An Australian scientist revealed a 3,700-year-old tablet, believed to be the oldest example of applied geometry in history.
“It’s a discovery that will completely change the way we view the history of Mathematics.”
Dr. Daniel Mansfield
Dr. Daniel Mansfield, an Australian mathematician from UNSW Science’s School of Mathematics and Statistics, has revealed the origins of applied geometry on a 3700-year-old clay tablet.
According to UNSW Newsroom, this immensely valuable piece of history has been hiding in plain sight in a museum in Istanbul for over a century. As remarked by TweakTown, it could change the history of math forever.
The tablet, known as Si.427, dates from the old Babylon period between 1900 to 1600 BCE. The expert, who examined the historical discovery, explains:
“It’s the only known example of a cadastral document from this time. In other words, a plan of a field used to articulate real land boundaries.”
A recent study notes that the ancient tablet was used to survey the land with Pythagorean triples.
Dr. Mansfield said:
“The discovery and analysis of the tablet have important implications for the history of mathematics.

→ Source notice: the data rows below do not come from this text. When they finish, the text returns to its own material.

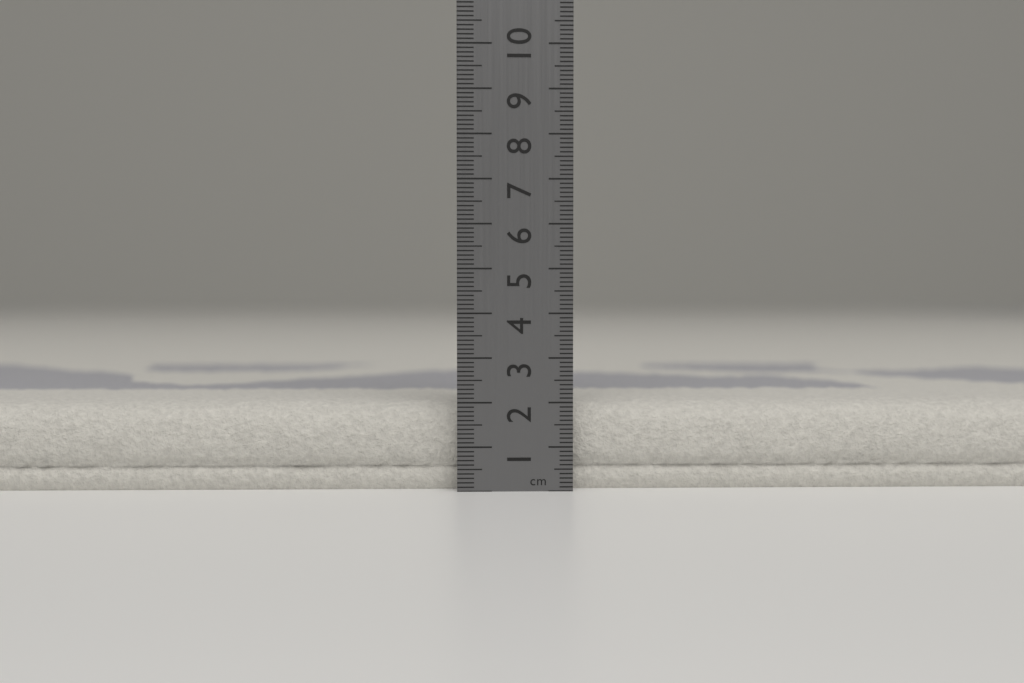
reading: 2.0 cm
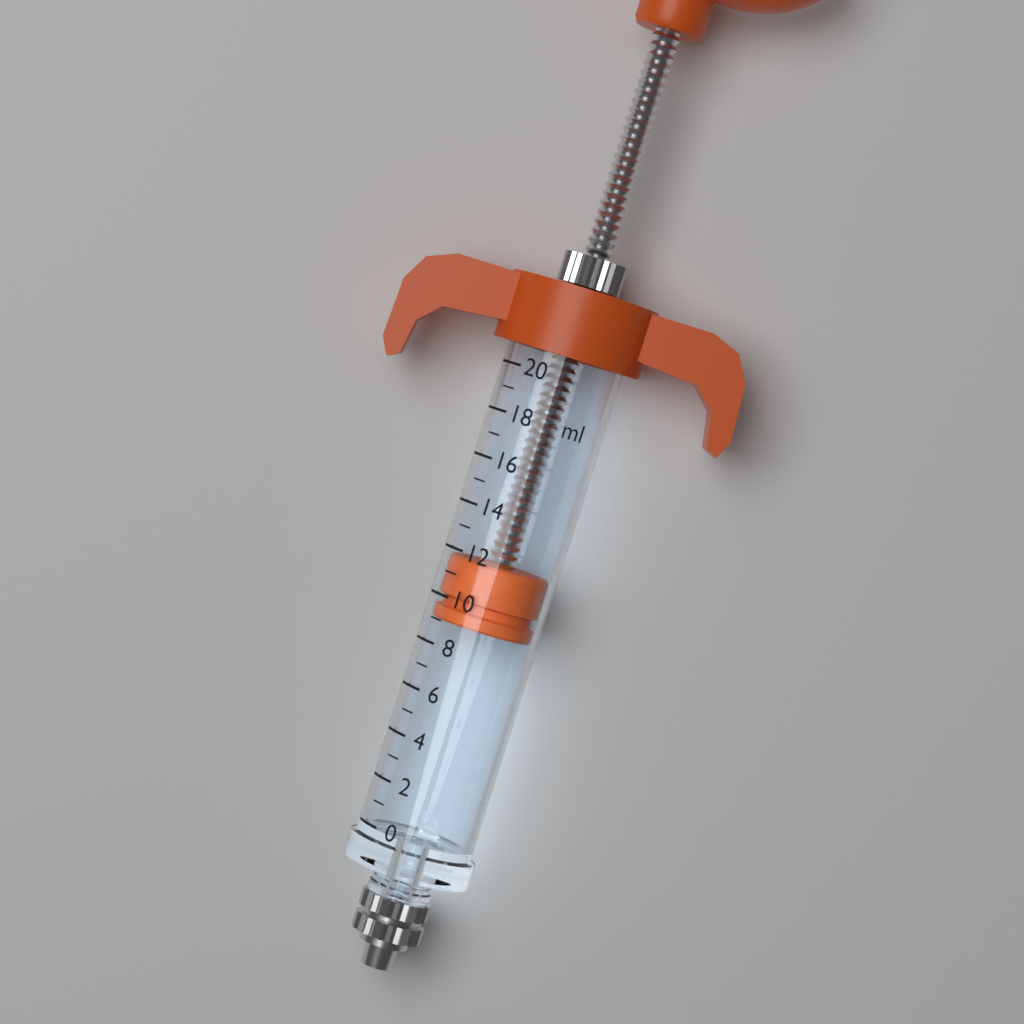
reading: 9 ml
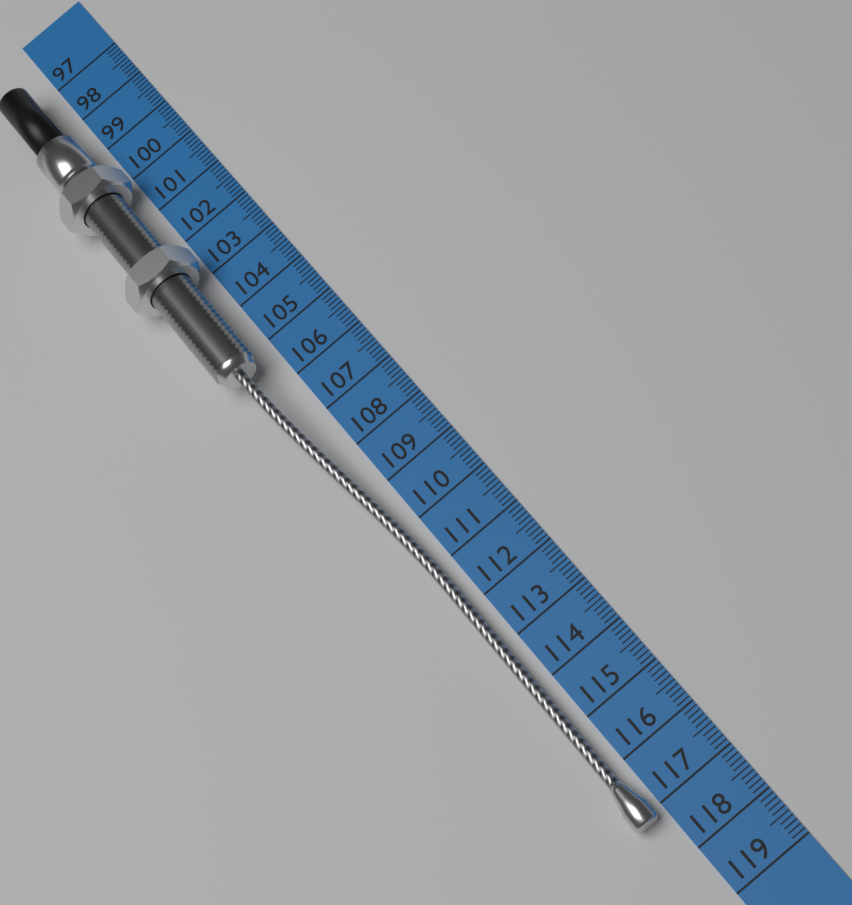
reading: 117.2 cm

For instance, this is over a thousand years before Pythagoras was born!”
The mathematician added:
“It is generally accepted that trigonometry-the branch of maths that is concerned with the study of triangles-was developed by the ancient Greeks studying the night sky in the second century BCE.
But the Babylonians developed their own alternative ‘proto-trigonometry’ to solve problems related to measuring the ground, not the sky.”